After two years of fighting bloody battles in Bulacan, Gregorio del Pilar, the Katipunero rock star—young and brash—who tasted blood many times and developed his killer instinct in the bloody battles of kang karong de sili in Pandi and the fireflights in the battle of Quingua in Plaridel, Bulacan, offered to General Aguinaldo his bold plan to mount a rear guard defense, a veritable last stand. This would give Aguinaldo plenty of time to escape the pursuing American army.
General Del Pilar and his 60 warriors vs 500 well-equipped American infantry were predictive of Del Pilar’s martyrdom. One bullet from a sniper’s rifle hit Del Pilar on the head while he sat astride his horse commanding his troops to die to the last man.
On top of the hill in Tirad Pass the body of General Del Pilar lay dead at 24. He left behind his grieving parents and a sweetheart.
In my 77 years of existence as a Filipino, the only parallel surge of patriotism that seized the heart and mind of the young and adult Filipinos happened right after Japanese fighter planes bombed Pearl Harbor and Clark Field in Pampanga, ushering World War II in the Philippines.
Phil-American forces were tasked to repel the Japanese invaders. A lot of our young men in ROTC uniforms volunteered to go to war. With regular Filipino and American soldiers, these college students were ordered to make the last stand in the jungles of Bataan and the tunnels of Corregidor.

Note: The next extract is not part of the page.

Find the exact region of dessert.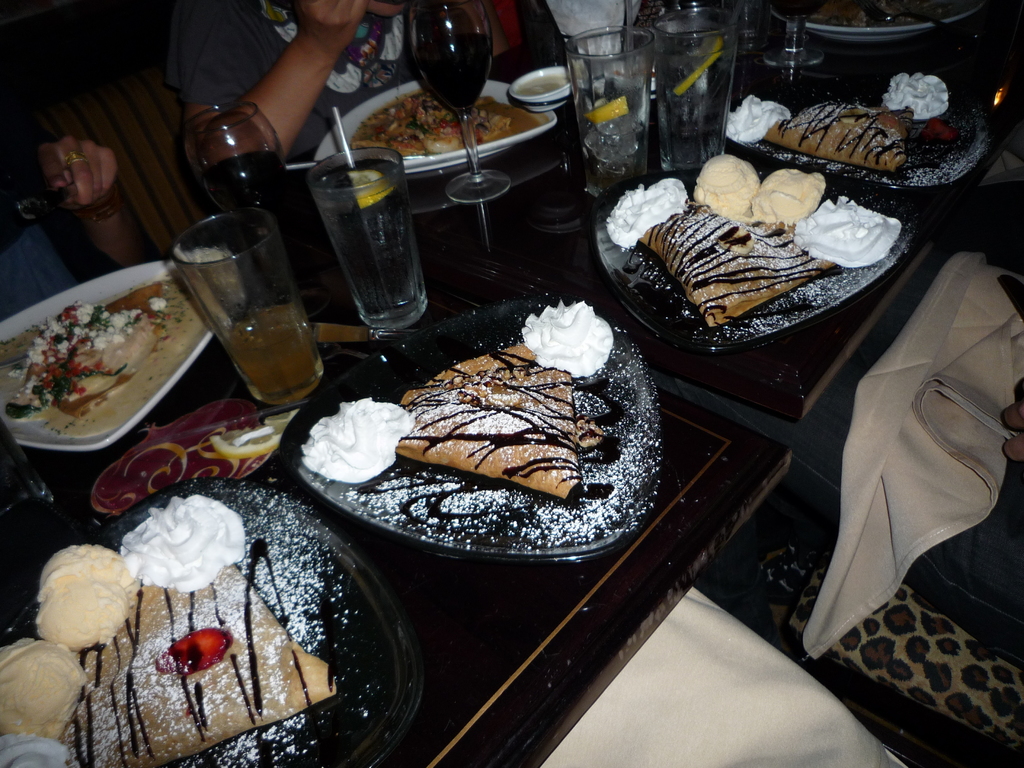
Exact region: box(168, 627, 239, 679).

They fought a war they couldn’t win because of superior enemy forces on land, sea and air.
For months, our soldiers fought bloody battles, outnumbered and without support. Many died of hunger and disease in the jungle. In the end, they had to surrender to a superior force.
Their ultimate insult was to be herded like animals and made to walk the famous “death march.”
The stories of heroism in Bataan and Corregidor as told by our elders made my young mind understand what heroism is and what it took to be a hero—martyrdom.
There are no heroes in our times. Heroes in the same caliber as the youthful Emilio Jacinto and Gregorio Del Pilar and the young volunteers who fought and died in Bataan.
What we have is a battalion of thieves in the government who steal pork barrel money meant for the poor in a grand conspiracy with larcenous NGOs and bureaucrats. And a President held hostage by the same pork barrel to be used for his Machiavellian politics. God save our country!